┌────────

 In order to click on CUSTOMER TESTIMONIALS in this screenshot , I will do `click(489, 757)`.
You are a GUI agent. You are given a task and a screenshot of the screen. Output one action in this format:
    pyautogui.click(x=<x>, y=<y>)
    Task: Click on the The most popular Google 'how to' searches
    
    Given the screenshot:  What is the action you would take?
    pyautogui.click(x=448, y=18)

└────────
┌────────

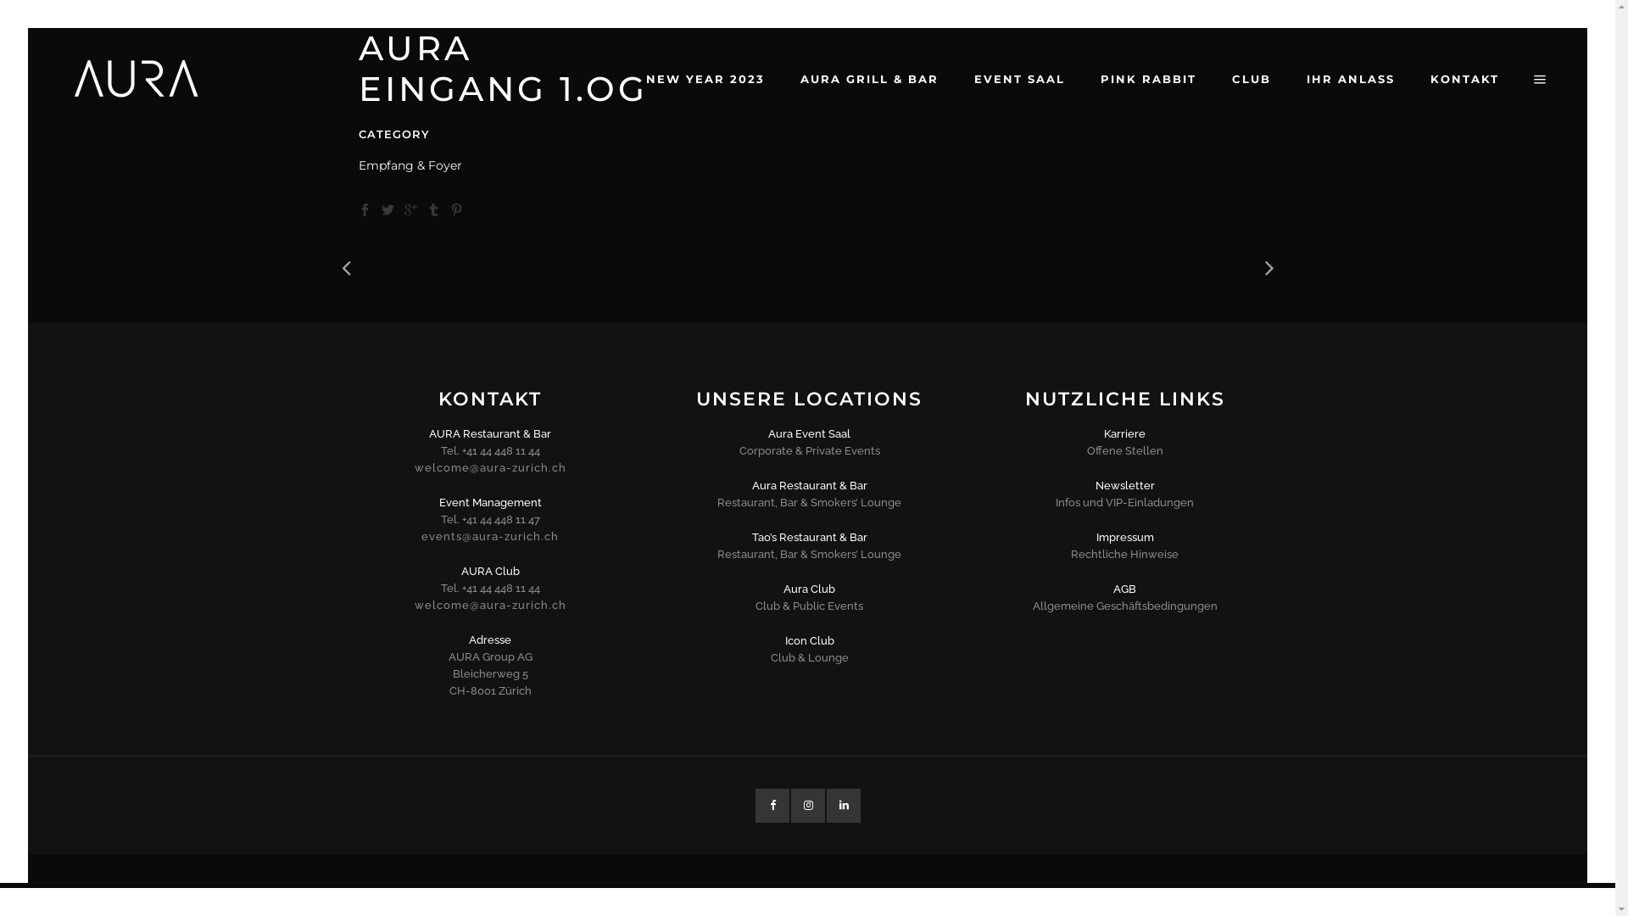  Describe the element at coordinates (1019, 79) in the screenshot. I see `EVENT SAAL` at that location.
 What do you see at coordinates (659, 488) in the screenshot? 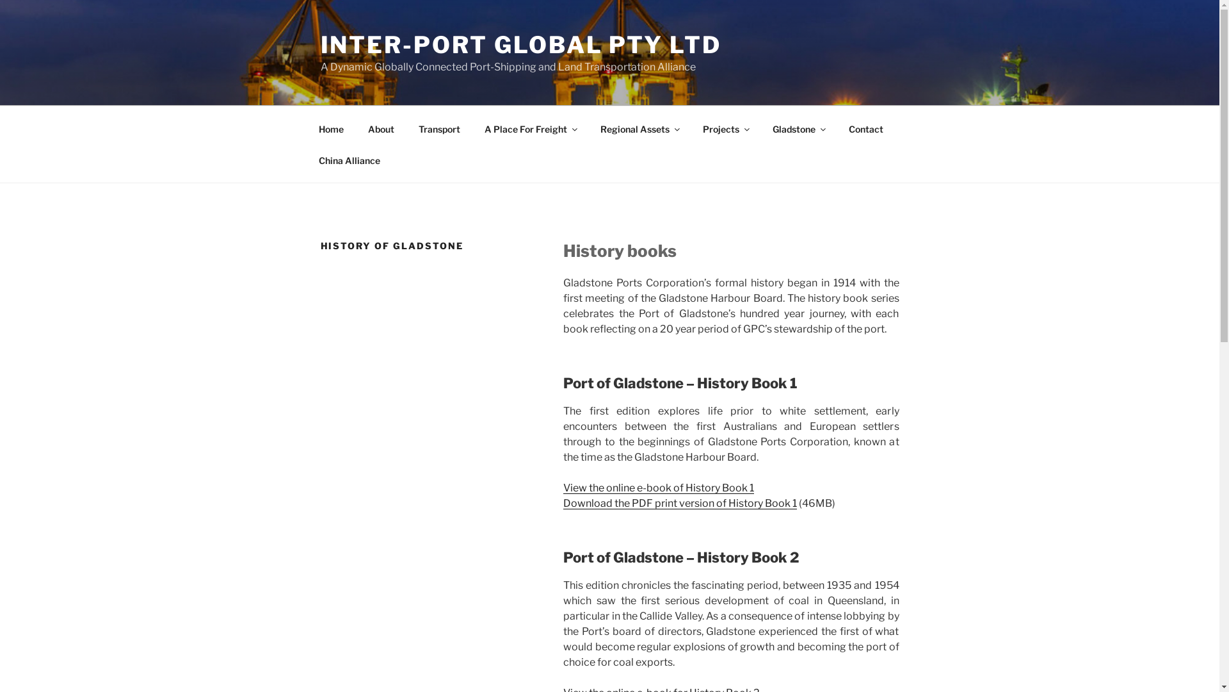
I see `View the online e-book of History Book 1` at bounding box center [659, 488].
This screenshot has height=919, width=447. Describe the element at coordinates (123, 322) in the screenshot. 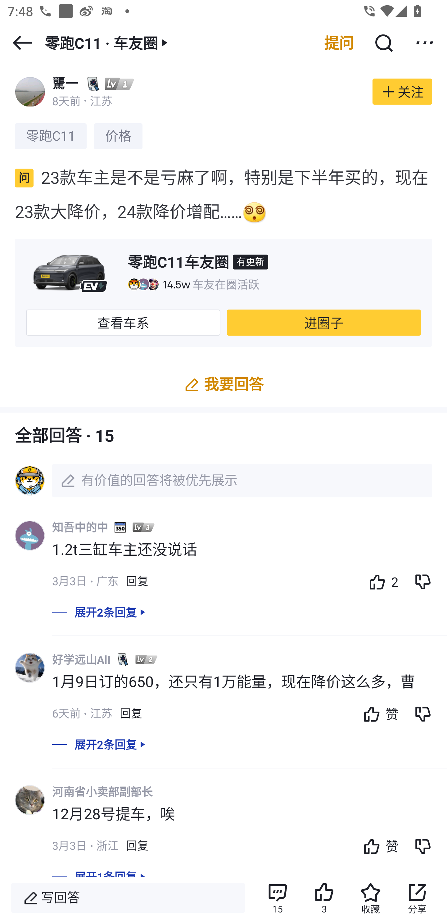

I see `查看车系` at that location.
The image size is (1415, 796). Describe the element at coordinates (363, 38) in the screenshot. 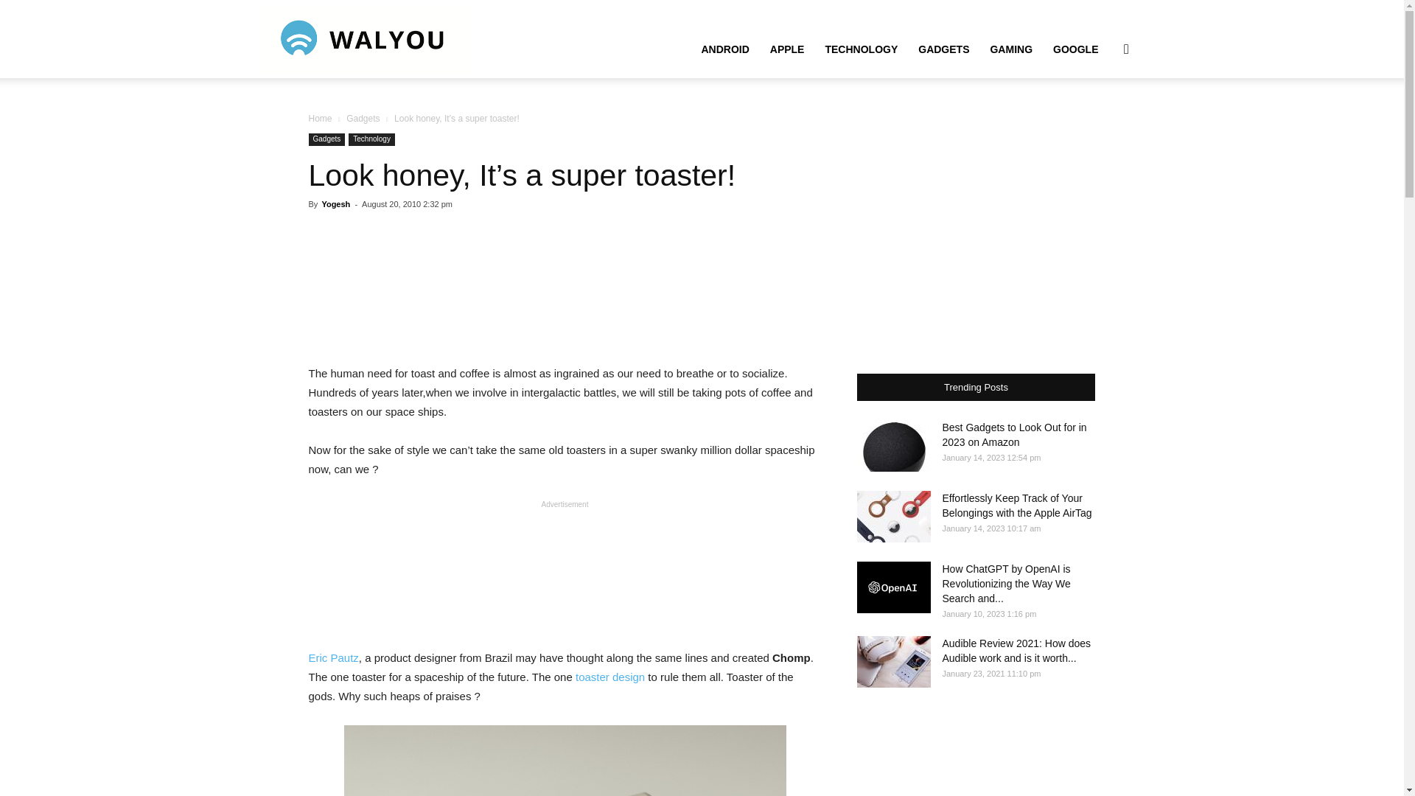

└────────
┌────────

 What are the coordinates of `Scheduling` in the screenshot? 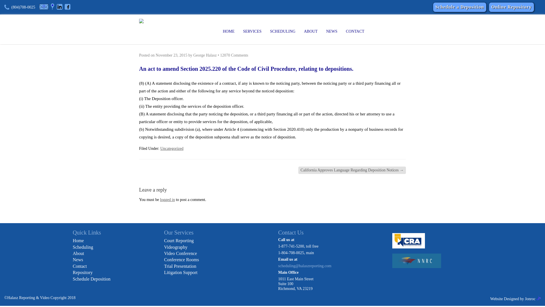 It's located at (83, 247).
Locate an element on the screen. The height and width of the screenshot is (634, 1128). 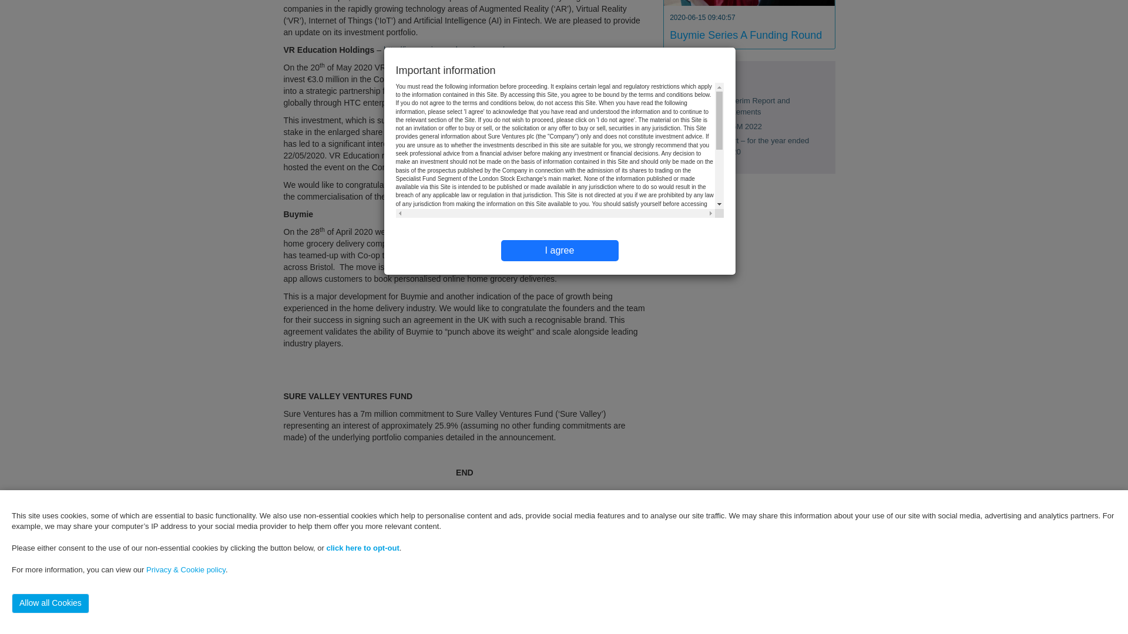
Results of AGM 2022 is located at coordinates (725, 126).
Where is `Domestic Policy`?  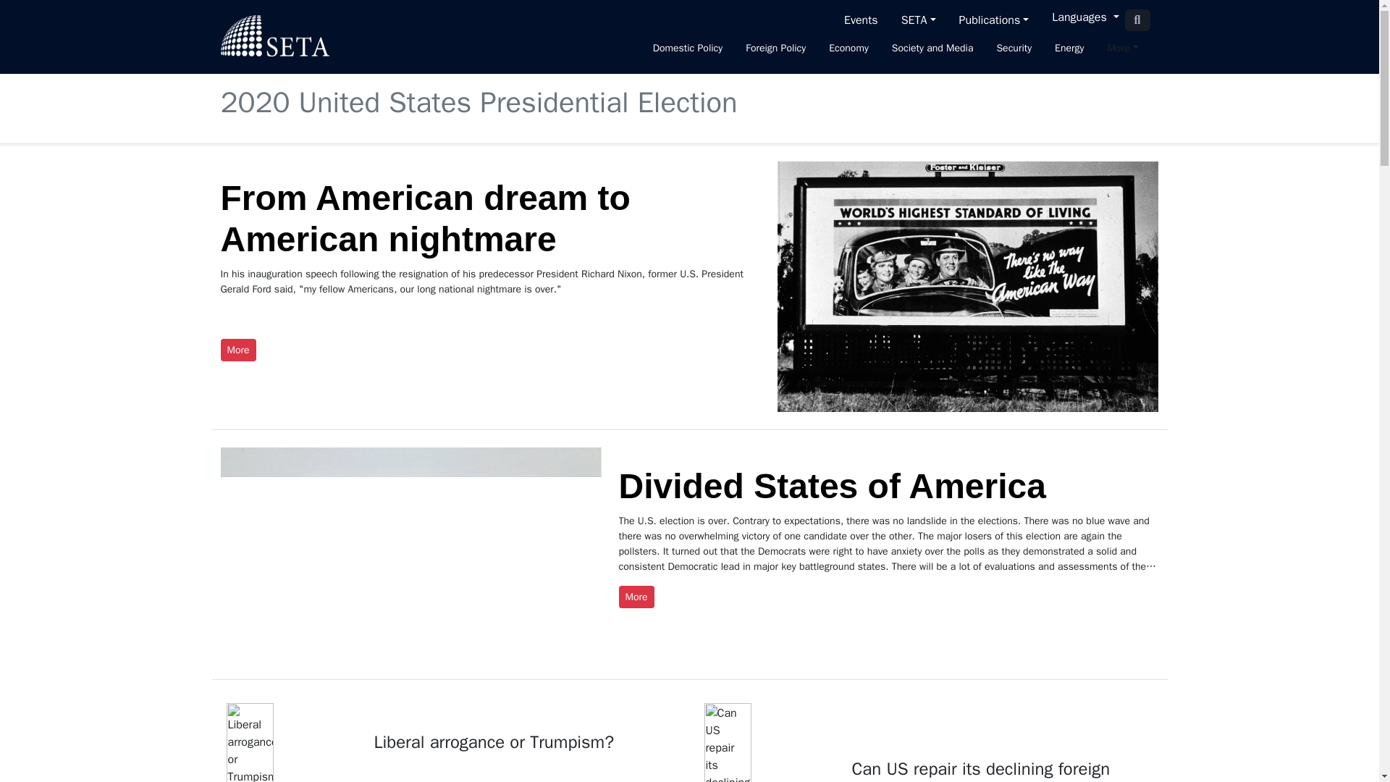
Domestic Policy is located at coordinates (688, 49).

└────────

*Task prompt*:
In the entries above, find the line containing "What do you" and the line containing "The image size"; give again exactly those two lines and every line between them, minus the pictures.

*Final answer*:
 What do you see at coordinates (659, 488) in the screenshot? 
I see `View the online e-book of History Book 1` at bounding box center [659, 488].
This screenshot has height=919, width=447. Describe the element at coordinates (123, 322) in the screenshot. 

I see `查看车系` at that location.
The image size is (1415, 796). Describe the element at coordinates (363, 38) in the screenshot. 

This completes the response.